We hear about The Consolation(s) of Philosophy, but what about poetry? Not that I need consoling, the weather having so warm, bright and invigorating lately, but if I do, I'll know where to look.
My friend Kay, when I saw her again in Wales last month, gave me a precious gift, a book of poems called The Water Table by a poet I'd not heard of before, Philip Gross. He teaches at the University of Glamorgan. Apparently he's a Quaker, practising silence as well as words. The poems in this anthology are inspired by the poet's familiarity with the Bristol Channel (or Môr Hafren, if you're Welsh); he must have stared at it a great deal. Ten of the 64 poems are entitled Betweenland. Here is the last of those:
Just after sunset, and the tide
high, almost white, dull-
lambent like nothing the sky
holds or could lend it. Each
shore, this and that shore,
black, a particular
blackness pinned in place
by each house- or street-lamp.
Done with. As if land
was night, and us its night-thoughts
and the river was the draining down
of daylight, westwards and out
of the world, so how could you notI get very excited by this sort of thing.
(your gaze at least) feel drawn
and want, half want, to follow?
I also picked up a book of Poems Of The Late T'ang from our bookshelves recently, although, because they're translated, I fear I am hardly getting more than a glimpse. In the introduction the translator A.C. Graham gives an example of how difficult it is to translate Chinese poetry, because it is so concise and the Chinese associations between word and experience so different from ours. My daughter-in-law says that the ancient Chinese poems are symbolic––not daring to express directly what the poet had suffered, perhaps from a cruel régime.
Here's the literal translation of a Chinese poem by Emperor Wu (Hànwǔdì) who died in 87 B.C.
silk sleeve, ah, no sound.
jade courtyard, ah, dust grow.
empty room cold and still,
fallen leaf lean on doubled door bar.
peer after that beautiful woman, ah, where find?
feel my heart not yet at ease.
and here is an attempt by Amy Lowell to translate the original more freely:
There is no rustle of silken sleeves,
Dust gathers in the Jade Courtyard.
The empty houses are cold, still, without sound.
The leaves fall and lie upon the bars of doorway after doorway.
I long for the Most Beautiful One; how can I attain my desire?
Pain bursts my heart. There is no peace.
Even in the literal version, the emotion behind this still transmits itself. Did it comfort this man to write his emotions down? In some mysterious way, it is comforting for us to share his humanity more than two millennia later.
The thing about good poetry is that once heard (or read at the speed of spoken words), it sticks. While I was shovelling the final remains of this year's snow from the path in our garden in this week's sudden heatwave, the line
They call it easing the Springcame into my mind, which led me to remember the rest of Henry Reed's famous poem (of 1943).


- _Task goal_
Pick out every line of the entries below where "components" occurs, and copy those lines.

- _Records provided_

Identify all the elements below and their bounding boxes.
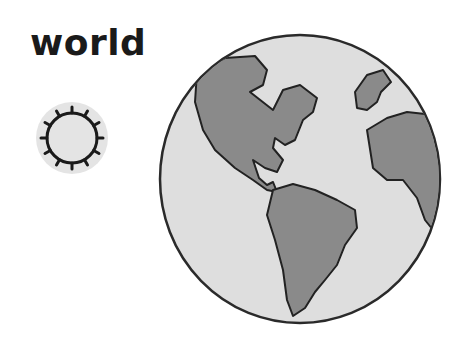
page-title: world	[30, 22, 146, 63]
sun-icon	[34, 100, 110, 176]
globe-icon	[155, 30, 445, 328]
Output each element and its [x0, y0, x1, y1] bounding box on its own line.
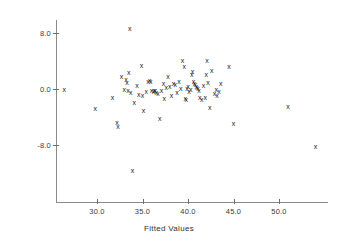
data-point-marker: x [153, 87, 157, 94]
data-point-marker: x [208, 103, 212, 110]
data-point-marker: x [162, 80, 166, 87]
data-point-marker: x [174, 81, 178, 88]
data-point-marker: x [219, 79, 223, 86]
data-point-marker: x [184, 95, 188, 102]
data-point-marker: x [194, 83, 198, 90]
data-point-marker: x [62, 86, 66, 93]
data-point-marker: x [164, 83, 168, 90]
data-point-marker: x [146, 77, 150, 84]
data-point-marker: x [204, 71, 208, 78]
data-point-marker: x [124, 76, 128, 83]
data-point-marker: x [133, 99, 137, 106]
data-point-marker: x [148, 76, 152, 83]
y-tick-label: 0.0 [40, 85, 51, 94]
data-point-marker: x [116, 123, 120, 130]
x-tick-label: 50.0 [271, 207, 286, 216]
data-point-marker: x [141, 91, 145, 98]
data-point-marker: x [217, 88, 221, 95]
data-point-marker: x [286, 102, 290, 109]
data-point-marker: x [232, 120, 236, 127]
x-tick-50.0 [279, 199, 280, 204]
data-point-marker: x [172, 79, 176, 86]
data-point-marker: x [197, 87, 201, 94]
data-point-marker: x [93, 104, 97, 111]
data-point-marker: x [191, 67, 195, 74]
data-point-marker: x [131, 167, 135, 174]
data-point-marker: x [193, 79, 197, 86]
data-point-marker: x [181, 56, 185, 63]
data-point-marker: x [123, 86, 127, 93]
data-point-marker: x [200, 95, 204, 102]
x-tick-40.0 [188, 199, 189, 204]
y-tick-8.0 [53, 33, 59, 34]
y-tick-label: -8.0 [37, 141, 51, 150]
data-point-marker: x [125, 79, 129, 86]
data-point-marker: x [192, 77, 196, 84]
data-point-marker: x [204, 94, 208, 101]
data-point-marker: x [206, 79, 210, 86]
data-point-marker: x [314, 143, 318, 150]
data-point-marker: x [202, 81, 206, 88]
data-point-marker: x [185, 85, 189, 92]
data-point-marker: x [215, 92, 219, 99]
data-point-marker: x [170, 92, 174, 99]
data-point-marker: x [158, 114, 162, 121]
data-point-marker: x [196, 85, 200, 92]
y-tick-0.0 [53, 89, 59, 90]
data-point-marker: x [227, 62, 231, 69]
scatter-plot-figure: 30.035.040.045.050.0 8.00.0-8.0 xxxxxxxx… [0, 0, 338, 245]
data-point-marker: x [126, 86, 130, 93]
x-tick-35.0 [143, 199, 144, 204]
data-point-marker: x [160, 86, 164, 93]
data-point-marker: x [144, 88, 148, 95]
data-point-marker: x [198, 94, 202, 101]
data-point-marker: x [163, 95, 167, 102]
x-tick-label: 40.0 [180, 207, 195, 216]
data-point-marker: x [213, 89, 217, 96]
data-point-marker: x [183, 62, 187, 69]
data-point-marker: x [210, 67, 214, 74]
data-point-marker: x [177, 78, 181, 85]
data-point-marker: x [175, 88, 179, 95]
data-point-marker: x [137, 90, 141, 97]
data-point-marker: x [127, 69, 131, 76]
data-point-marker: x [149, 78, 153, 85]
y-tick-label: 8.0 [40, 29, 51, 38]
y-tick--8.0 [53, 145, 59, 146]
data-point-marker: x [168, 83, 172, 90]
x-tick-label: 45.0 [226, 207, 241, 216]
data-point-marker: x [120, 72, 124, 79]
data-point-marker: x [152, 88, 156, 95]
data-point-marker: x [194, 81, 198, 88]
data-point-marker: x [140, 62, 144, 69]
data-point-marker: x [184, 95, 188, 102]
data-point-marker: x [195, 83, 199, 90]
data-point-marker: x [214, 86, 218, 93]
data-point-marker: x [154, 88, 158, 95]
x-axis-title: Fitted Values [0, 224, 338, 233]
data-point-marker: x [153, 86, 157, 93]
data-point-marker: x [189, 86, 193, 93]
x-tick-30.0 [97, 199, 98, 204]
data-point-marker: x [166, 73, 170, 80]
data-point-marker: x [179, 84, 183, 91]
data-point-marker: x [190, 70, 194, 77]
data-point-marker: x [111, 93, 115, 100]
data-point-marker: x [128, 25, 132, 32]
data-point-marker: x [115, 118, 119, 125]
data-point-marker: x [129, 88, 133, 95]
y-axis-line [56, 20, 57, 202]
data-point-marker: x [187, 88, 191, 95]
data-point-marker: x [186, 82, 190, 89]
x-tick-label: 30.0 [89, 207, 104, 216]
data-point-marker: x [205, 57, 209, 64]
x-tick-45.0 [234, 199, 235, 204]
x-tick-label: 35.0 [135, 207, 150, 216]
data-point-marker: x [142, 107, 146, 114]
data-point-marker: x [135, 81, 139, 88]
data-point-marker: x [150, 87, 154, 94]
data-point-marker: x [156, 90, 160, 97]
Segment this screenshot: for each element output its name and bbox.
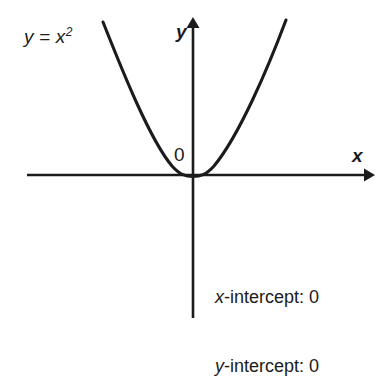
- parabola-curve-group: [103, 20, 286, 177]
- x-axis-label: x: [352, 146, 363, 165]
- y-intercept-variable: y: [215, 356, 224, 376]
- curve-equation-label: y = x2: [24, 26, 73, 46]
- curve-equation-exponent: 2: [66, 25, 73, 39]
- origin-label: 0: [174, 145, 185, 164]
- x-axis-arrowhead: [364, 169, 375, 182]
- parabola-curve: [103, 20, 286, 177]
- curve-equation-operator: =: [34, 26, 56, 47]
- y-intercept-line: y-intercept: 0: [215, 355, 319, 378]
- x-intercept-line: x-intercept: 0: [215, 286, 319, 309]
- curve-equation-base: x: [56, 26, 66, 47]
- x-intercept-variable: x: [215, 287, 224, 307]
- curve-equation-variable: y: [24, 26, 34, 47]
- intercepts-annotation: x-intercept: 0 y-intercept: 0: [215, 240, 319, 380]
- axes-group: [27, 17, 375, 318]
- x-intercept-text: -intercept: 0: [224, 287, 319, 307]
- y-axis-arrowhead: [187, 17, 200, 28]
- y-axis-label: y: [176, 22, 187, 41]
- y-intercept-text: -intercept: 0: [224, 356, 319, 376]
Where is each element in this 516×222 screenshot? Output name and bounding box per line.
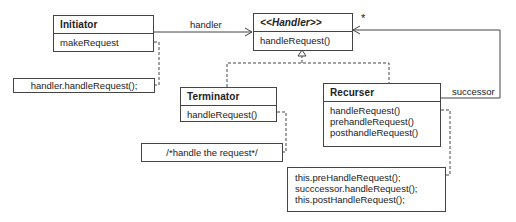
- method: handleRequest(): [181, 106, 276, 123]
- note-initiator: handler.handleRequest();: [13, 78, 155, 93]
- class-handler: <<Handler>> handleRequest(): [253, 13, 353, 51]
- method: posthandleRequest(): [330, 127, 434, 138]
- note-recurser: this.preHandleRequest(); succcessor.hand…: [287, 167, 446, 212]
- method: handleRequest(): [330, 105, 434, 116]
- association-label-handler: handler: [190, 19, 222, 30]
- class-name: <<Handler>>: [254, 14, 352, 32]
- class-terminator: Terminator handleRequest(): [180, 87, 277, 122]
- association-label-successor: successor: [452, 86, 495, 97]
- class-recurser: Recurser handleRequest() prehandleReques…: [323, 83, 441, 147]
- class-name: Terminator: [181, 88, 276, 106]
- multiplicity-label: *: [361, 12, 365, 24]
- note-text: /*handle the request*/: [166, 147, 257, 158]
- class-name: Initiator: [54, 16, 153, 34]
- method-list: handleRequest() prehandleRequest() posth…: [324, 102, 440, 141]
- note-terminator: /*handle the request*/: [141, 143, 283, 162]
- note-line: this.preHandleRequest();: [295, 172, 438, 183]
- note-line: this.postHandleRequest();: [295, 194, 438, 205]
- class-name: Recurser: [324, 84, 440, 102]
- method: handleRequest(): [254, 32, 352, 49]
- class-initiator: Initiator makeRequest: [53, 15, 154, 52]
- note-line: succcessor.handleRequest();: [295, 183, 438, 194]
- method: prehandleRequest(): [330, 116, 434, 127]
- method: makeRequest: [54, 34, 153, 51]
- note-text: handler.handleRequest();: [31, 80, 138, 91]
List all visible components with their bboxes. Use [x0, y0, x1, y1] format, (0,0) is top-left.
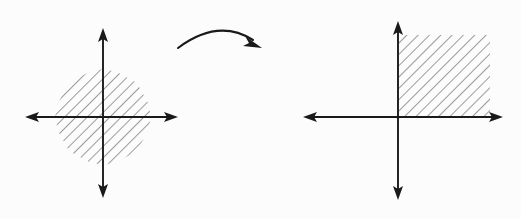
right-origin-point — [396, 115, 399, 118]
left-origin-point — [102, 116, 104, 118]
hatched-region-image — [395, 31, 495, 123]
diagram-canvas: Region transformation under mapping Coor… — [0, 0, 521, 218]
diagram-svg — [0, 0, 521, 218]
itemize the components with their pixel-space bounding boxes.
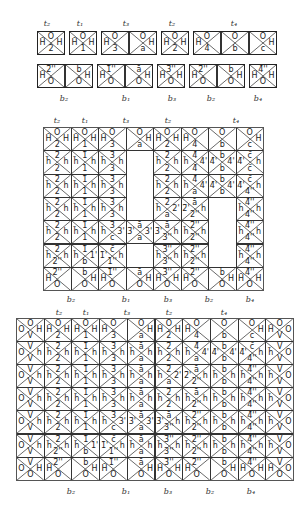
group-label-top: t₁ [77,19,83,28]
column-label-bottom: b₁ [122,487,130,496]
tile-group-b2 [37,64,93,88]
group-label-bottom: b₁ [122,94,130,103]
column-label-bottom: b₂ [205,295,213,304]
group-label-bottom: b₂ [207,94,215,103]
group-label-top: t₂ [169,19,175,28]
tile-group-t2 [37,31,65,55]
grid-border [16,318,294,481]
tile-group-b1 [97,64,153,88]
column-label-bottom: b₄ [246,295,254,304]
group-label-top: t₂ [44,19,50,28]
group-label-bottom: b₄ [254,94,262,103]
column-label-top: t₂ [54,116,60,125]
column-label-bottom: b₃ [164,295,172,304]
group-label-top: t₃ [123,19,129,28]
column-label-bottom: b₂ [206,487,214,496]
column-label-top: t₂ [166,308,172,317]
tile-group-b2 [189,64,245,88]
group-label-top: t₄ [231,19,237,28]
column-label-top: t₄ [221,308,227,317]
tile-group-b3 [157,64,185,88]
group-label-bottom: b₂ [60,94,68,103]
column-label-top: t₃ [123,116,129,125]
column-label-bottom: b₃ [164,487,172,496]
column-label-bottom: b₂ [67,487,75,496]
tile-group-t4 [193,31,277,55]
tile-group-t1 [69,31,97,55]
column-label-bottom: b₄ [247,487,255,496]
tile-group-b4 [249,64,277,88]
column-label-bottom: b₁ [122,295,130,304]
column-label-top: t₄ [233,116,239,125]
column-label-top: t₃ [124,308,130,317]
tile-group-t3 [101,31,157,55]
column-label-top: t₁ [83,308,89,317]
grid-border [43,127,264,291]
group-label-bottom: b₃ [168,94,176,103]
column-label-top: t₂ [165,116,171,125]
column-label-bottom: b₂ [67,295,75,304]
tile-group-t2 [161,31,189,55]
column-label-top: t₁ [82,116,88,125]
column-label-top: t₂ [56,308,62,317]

- _Answer to the problem_
List all visible components with their bboxes. Use [x0, y0, x1, y1] format, (0,0) is top-left.
itemize the components with their pixel-space bounding boxes.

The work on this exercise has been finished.